Dan Flavin: in daylight or cool white
February 24th – April 14th
@ David Zwirner, 537 West 20th Street, New York
The brilliance of this work is in Flavin’s permutational use of light itself. His process took a long time to mature over a period of many years before he finally discovered his formal language. In an autobiographical text published in Artforum in May 1965, titled “DAN FLAVIN “…in daylight or cool white.” an autobiographical sketch” the artist describes his evolution, it is a personal account which includes this paragraph:
The radiant tube and the shadow cast by its supporting pan seemed ironic enough to hold alone. There was literally no need to compose this system definitively; it seemed to sustain itself directly, dynamically, dramatically in my workroom wall – a buoyant and insistent gaseous image which, through brilliance, somewhat betrayed its physical presence into approximate invisibility.
Associated with “minimalism,” his influences include Barnett Newman, Jasper Johns and Dick Bellamy’s Green Gallery. The terminology is of its time and resonates through the clarity and stark directness of his work and friendships with the artists of the 60s and 70s. Using standard sizes of industrial florescent tubes in the range of available colors, and with an inventive visual intelligence Flavin’s sculptures transform the spaces where they are installed and a viewer’s awareness of sculpture, the nature of light and art itself. The D.I.A. Art Foundation maintains a delightful installation at the Dan Flavin Art Institute in Bridgehampton, Long Island.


Problem details >>
Go through the listing below and return each line that includes "tick".

──────────

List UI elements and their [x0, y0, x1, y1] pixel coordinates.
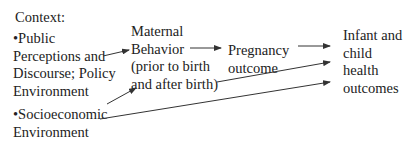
arrow-socio-to-maternal [107, 88, 136, 104]
arrow-public-to-maternal [103, 50, 129, 56]
arrow-socio-to-infant [100, 82, 330, 119]
arrows-layer [0, 0, 408, 143]
arrow-maternal-to-infant [217, 62, 330, 82]
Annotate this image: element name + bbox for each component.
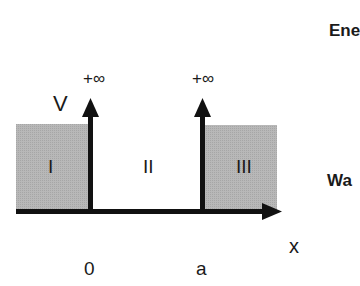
left-wall-arrowhead xyxy=(82,98,99,117)
x-axis xyxy=(16,209,270,214)
vertical-axis-label: V xyxy=(53,93,68,115)
side-text-wave: Wa xyxy=(327,172,352,189)
left-wall-infinity-label: +∞ xyxy=(83,70,105,87)
region-label-i: I xyxy=(48,157,53,176)
right-wall xyxy=(200,112,205,212)
potential-well-diagram xyxy=(0,0,360,286)
region-label-ii: II xyxy=(143,157,154,176)
side-text-energy: Ene xyxy=(329,22,360,39)
tick-label-a: a xyxy=(196,259,207,278)
horizontal-axis-label: x xyxy=(289,236,299,256)
region-label-iii: III xyxy=(236,157,252,176)
right-wall-arrowhead xyxy=(194,98,211,117)
left-wall xyxy=(88,112,93,212)
tick-label-zero: 0 xyxy=(84,259,95,278)
right-wall-infinity-label: +∞ xyxy=(192,70,214,87)
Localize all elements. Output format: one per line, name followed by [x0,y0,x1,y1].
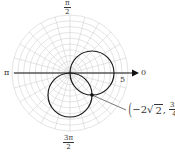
grid-spoke [70,73,120,102]
r-tick-label-5: 5 [120,76,125,84]
grid-spoke [14,58,70,73]
grid-spoke [20,73,70,102]
angle-label-pi: π [4,69,9,77]
angle-label-3pi-over-2: 3π 2 [63,134,74,151]
sqrt-icon: √ [147,104,153,115]
point-theta: 3π 4 [169,101,175,118]
theta-numerator: 3π [169,101,175,110]
intersection-point [90,93,94,97]
grid-spoke [70,23,99,73]
label-denominator: 2 [66,143,70,151]
theta-denominator: 4 [172,110,175,118]
point-comma: , [163,104,166,115]
grid-spoke [55,17,70,73]
grid-spoke [41,73,70,123]
label-numerator: 3π [63,134,74,143]
polar-axis-arrow-icon [132,70,139,77]
label-numerator: π [64,0,71,8]
polar-plot [0,0,175,159]
grid-spoke [70,58,126,73]
angle-label-zero: 0 [141,69,146,77]
label-denominator: 2 [65,8,69,16]
angle-label-pi-over-2: π 2 [64,0,71,16]
grid-spoke [41,23,70,73]
point-r-sqrt: 2 [154,104,162,116]
intersection-point-label: ( −2√2, 3π 4 [127,101,175,118]
grid-spoke [70,44,120,73]
point-r-prefix: −2 [132,104,147,115]
grid-spoke [55,73,70,129]
grid-spoke [20,44,70,73]
open-paren: ( [128,102,132,118]
grid-spoke [70,73,99,123]
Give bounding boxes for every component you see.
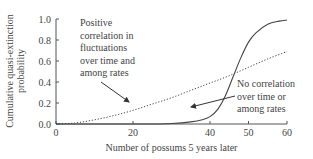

──────────

Answer for this exercise >>
tick-label-a: a xyxy=(196,259,207,278)
tick-label-zero: 0 xyxy=(84,259,95,278)
r-tick-label-5: 5 [120,76,125,84]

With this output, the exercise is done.